Cheney and the neocons will never allow a real deal for N. Korea to dismantle it’s nukes to go forward. Like they do with bin Laden, (conspicuously still at large), they need to use Kim Jong Il as a boogeyman in order to advance their warmaking agenda, and in the particular case of N. Korea, to go forward with the ridiuculously expensive and non-functional “missile defense” boondoggle, a huge operation whose primary function is to loot the treasury and turn over the proceeds to defense industry contractors.
sbj said it right.
Short version: A nation would have to be stupid to sign on to the NPT in good faith. Perhaps the North Koreans are crazy, but most surely they are not stupid.
However, the real obstacle to the NPT is the US, which remains in blatant violation of its own treaty. While this is very bad news for the multi-cellular part of the biosphere, the fact is that right now the NPT is just completely dead.

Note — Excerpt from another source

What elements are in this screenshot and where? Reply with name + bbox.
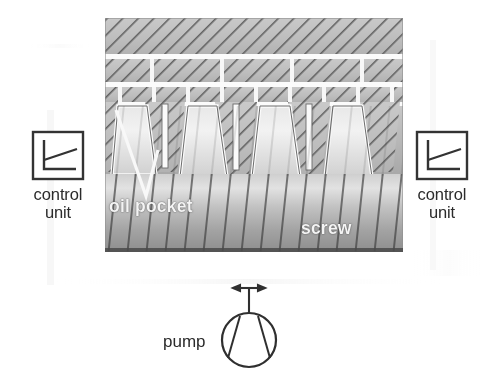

When, within a couple of decades, American industrial society is completely destroyed, and the possibility of making and maintainging these weapons no longer exists, then the issues of nuclear disarmament will be revisited, successfully.
But not yet.
You guys are wrong. As far as the U.S is concerned it may be dead only because the IAEA refuses to call America on its blatant disregard for the NPT. That being said it is not dead for nations who respect international law and who have something to gain/lose by abiding by the NPT. As long as the IAEA has the ability to take concerns to the security counsel the NPT is a good deterent. Moreover, in its application it serves as a way to monitor nuclear activities. When Nuclear inspectors were in North Korea the world knew its capabilities (granted they were in breach). At the very least the world had a very good understanding of the program. At present no one outside of the North Koreans have any idea what they have which makes the situation that much more dangerous.
If inspectors were not thrown out of Iraq in 1998 the world would not be lead to believe that Saddam had WMD and thus could have averted a war, saved tens of thousands of Iraqi lives and at least 2000 coalition lives. It is not perfect but it is not “dead”. Without much thought one can see where the NPT & safeguards have helped and in the case of North Korea how much faster nuclear programs would be without safeguards.
But the IAEA could not force the US into compliance, they could only make a declaration that the US is out of compliance. As useful as that would be, I don’t think, at this time, it would change the strategic situation.
The US has embarked on force alone, and that creates the world’s strategic reality. The US no longer has any qualms at all about being an outlaw nation.
Or indeed, about anything.
The IAEA has the right, the power and the obligation to refer the United States to the U.N security counsel but in practice what would that really accomplish. They could recommend sanctions be placed on the United States but in this global economy where many nations are reliant on Americans as consumers how well do you think that would go over? Also, the United States has veto power so the conflict of interest should be self-evident.
I wrote a diary previewing the world summit in which I pointed out some of the 750 change the United States wanted ammended to previously ironed out reform compromises. The change request should show where the United States truly stands in this world. It is quite shameful to be completely honest. The U.N needs to be able to deal with all member states including the economically wealthy and the politically powerful. Unfortunately in its current form I don’t think that is realistic (and on that point you are correct).